Corporate Governance &; MNES in Globalization &; Cyberspace

Bok av Georgios I Zekos
Globalisation is the phenomenon of improved integration of the world economy as evidenced by the growth of international trade and factor mobility. Globalisation involves primarily liberalisation of trade in goods and services, and a free movement of direct and portfolio capital. Nowadays, globalisation is distinguished in part because of the major role of information technology and cyberspace. Cyberspace includes a range of places connected to real space in many different ways. A communications network changes the character of existing space. Thus, changes in the ways that information is experienced and the ways that economic, political, and personal dealings are structured, change the nature of real space. There is a shift from international law to law and globalisation providing a new incentive for erasing the artificial boundary between public and private international law. Despite the fact that international financial institutions and MNEs are the engines of economic globalisation, powerful states remain the vital drivers. Global governance is defined as the amount of laws, norms, policies, and institutions that identify, constitute, and mediate trans-border relations between states, cultures, citizens, intergovernmental and non-governmental organisations, and the market. Corporate governance focuses wholly on protecting the interests of equity claimants in a company, expanding its focus to deal with the problems of "stakeholders" or non shareholder constituencies. New communication and circulation technologies together with the elimination of trade and investment barriers have shaped global markets with global competition for corporate control, commodities, services and capital. MNEs taking up a transnational strategy seek to achieve concurrently global effectiveness and local responsiveness with the assets and activities dispersed but specialised.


Please show every line in the entries below that includes the word "contact".

Dataset records
..........
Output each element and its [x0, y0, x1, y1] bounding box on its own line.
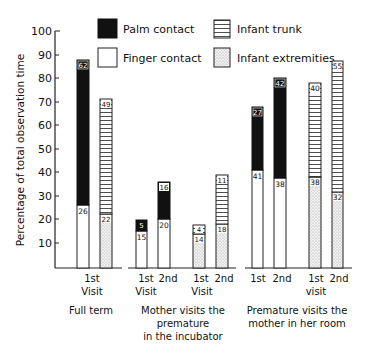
- legend-swatch-extremities: [214, 48, 230, 67]
- x-tick-label: 1st: [84, 273, 100, 284]
- x-tick-label: 1st: [250, 273, 266, 284]
- x-tick-label: Visit: [135, 286, 156, 297]
- chart: 100 90 80 70 60 50 40 30 20 10 Percentag…: [0, 0, 370, 354]
- y-tick-label: 30: [38, 190, 52, 203]
- value-label: 62: [79, 62, 88, 70]
- x-tick-label: Visit: [191, 286, 212, 297]
- group-label: premature: [157, 318, 210, 329]
- x-tick-label: 2nd: [158, 273, 177, 284]
- value-label: 41: [253, 172, 263, 181]
- value-label: 27: [253, 109, 262, 117]
- y-tick-label: 40: [38, 166, 52, 179]
- value-label: 38: [275, 180, 285, 189]
- group-label: Full term: [69, 305, 113, 316]
- x-tick-label: 1st: [138, 273, 154, 284]
- y-axis: 100 90 80 70 60 50 40 30 20 10 Percentag…: [14, 25, 60, 268]
- y-tick-label: 10: [38, 237, 52, 250]
- group-label: mother in her room: [248, 318, 346, 329]
- y-tick-label: 100: [31, 25, 52, 38]
- bar-segment-trunk: [100, 99, 112, 214]
- x-tick-label: 2nd: [214, 273, 233, 284]
- value-label: 22: [102, 216, 111, 224]
- bar-segment-palm: [77, 60, 89, 205]
- legend-label-finger: Finger contact: [123, 52, 202, 65]
- y-tick-label: 90: [38, 49, 52, 62]
- value-label: 40: [310, 84, 320, 93]
- value-label: 32: [333, 193, 343, 202]
- x-tick-label: 1st: [308, 273, 324, 284]
- group-full-term: 62 26 49 22 1st Visit Full term: [69, 60, 113, 316]
- group-label: Mother visits the: [141, 305, 225, 316]
- value-label: 18: [218, 226, 227, 234]
- legend-label-trunk: Infant trunk: [237, 23, 302, 36]
- legend-swatch-trunk: [214, 20, 230, 38]
- y-tick-label: 70: [38, 96, 52, 109]
- x-tick-label: Visit: [81, 286, 102, 297]
- value-label: 15: [137, 233, 147, 242]
- value-label: 5: [139, 222, 143, 230]
- value-label: 55: [333, 62, 343, 71]
- value-label: 16: [160, 184, 169, 192]
- x-tick-label: 2nd: [272, 273, 291, 284]
- value-label: 42: [276, 80, 285, 88]
- group-label: Premature visits the: [247, 305, 348, 316]
- group-incubator: 5 15 16 20 4 14 11 18 1st 2nd Visit 1st …: [135, 175, 233, 342]
- value-label: 49: [102, 101, 111, 109]
- group-label: in the incubator: [143, 331, 223, 342]
- value-label: 4: [197, 226, 201, 234]
- legend-swatch-palm: [98, 19, 117, 38]
- y-tick-label: 80: [38, 72, 52, 85]
- x-tick-label: 1st: [193, 273, 209, 284]
- y-tick-label: 50: [38, 143, 52, 156]
- y-tick-label: 60: [38, 119, 52, 132]
- value-label: 20: [159, 221, 169, 230]
- legend-swatch-finger: [98, 48, 117, 67]
- value-label: 26: [78, 207, 88, 216]
- x-tick-label: 2nd: [329, 273, 348, 284]
- value-label: 38: [310, 178, 320, 187]
- legend: Palm contact Finger contact Infant trunk…: [98, 19, 335, 67]
- legend-label-extremities: Infant extremities: [237, 52, 335, 65]
- legend-label-palm: Palm contact: [123, 23, 195, 36]
- value-label: 11: [218, 177, 227, 185]
- group-mother-room: 27 41 42 38 40 38 55 32 1st 2nd 1st 2nd …: [247, 61, 349, 329]
- y-tick-label: 20: [38, 213, 52, 226]
- x-tick-label: visit: [306, 286, 327, 297]
- value-label: 14: [195, 236, 204, 244]
- y-axis-title: Percentage of total observation time: [14, 54, 26, 246]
..........
ANSWER TO THIS TASK
- legend-label-finger: Finger contact: [123, 52, 202, 65]
- legend: Palm contact Finger contact Infant trunk…: [98, 19, 335, 67]
- legend-label-palm: Palm contact: [123, 23, 195, 36]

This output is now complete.